Abstract

This paper describes the collection and use of 1.4 million travel time records that were collected over a 12-week period in 2009 to evaluate and communicate quantifiable travel mobility metrics for a rural interstate highway work zone along I-65 in northwestern Indiana. The effort involved the automated collection and processing of Bluetooth probe data from multiple field collection sites, communicating travel delay times to the motoring public, assessing driver diversion rates, and developing proposed metrics for a state transportation agency to evaluate work zone mobility performance. Collected travel time profiles were compared with traditionally measured hourly flows in both incident and nonincident conditions. Through the 12-week period over which work zone performance was measured, the work zone had 422 h of congested conditions in which travel time delay was greater than 10 min. Despite the display of real-time delay measurements to the motoring public through portable dynamic message signs, a negligible percentage of the travel probes were observed to divert in advance of the congested work zone through self-guidance. Implementation of a targeted alternate route starting the weekend of July 24 resulted in an increase of observed probes diverting along the trail-blazed route from none to more than 30%. The paper concludes by suggesting that acquisition of work zone travel time data provides a mechanism for assessing the relationship between crashes and work zone queuing. Real-time monitoring of these travel time data may also enable future contracts to include innovative travel time reliability clauses.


## [DIRECTIONS]
Reproduce the records below in full and without edits, omitting images.

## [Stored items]
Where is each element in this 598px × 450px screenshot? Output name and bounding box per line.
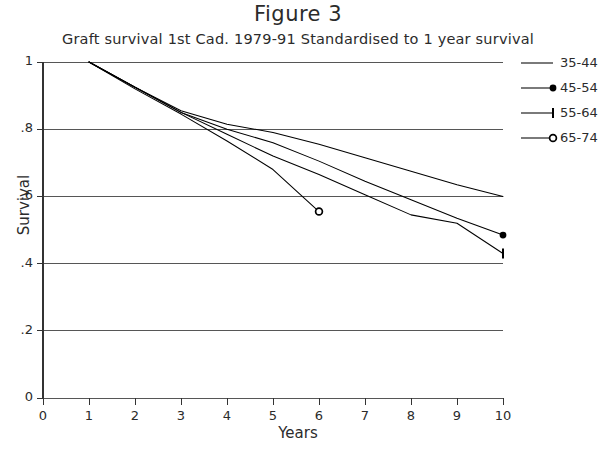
series-line-55-64 — [89, 62, 503, 254]
legend-marker-45-54 — [550, 85, 557, 92]
series-line-65-74 — [89, 62, 319, 212]
legend-marker-65-74 — [550, 135, 557, 142]
data-series — [89, 62, 506, 259]
series-endpoint-45-54 — [500, 232, 507, 239]
series-line-45-54 — [89, 62, 503, 235]
axis-ticks — [37, 62, 503, 405]
gridlines — [43, 62, 503, 398]
legend-line-samples — [521, 63, 556, 141]
series-endpoint-65-74 — [316, 208, 323, 215]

## [RESPONSE BOX]
Where is each element in this 598px × 450px screenshot? Output name and bounding box per line.
series-line-55-64 — [89, 62, 503, 254]
legend-marker-45-54 — [550, 85, 557, 92]
series-line-65-74 — [89, 62, 319, 212]
legend-marker-65-74 — [550, 135, 557, 142]
data-series — [89, 62, 506, 259]
series-endpoint-45-54 — [500, 232, 507, 239]
series-line-45-54 — [89, 62, 503, 235]
axis-ticks — [37, 62, 503, 405]
gridlines — [43, 62, 503, 398]
legend-line-samples — [521, 63, 556, 141]
series-endpoint-65-74 — [316, 208, 323, 215]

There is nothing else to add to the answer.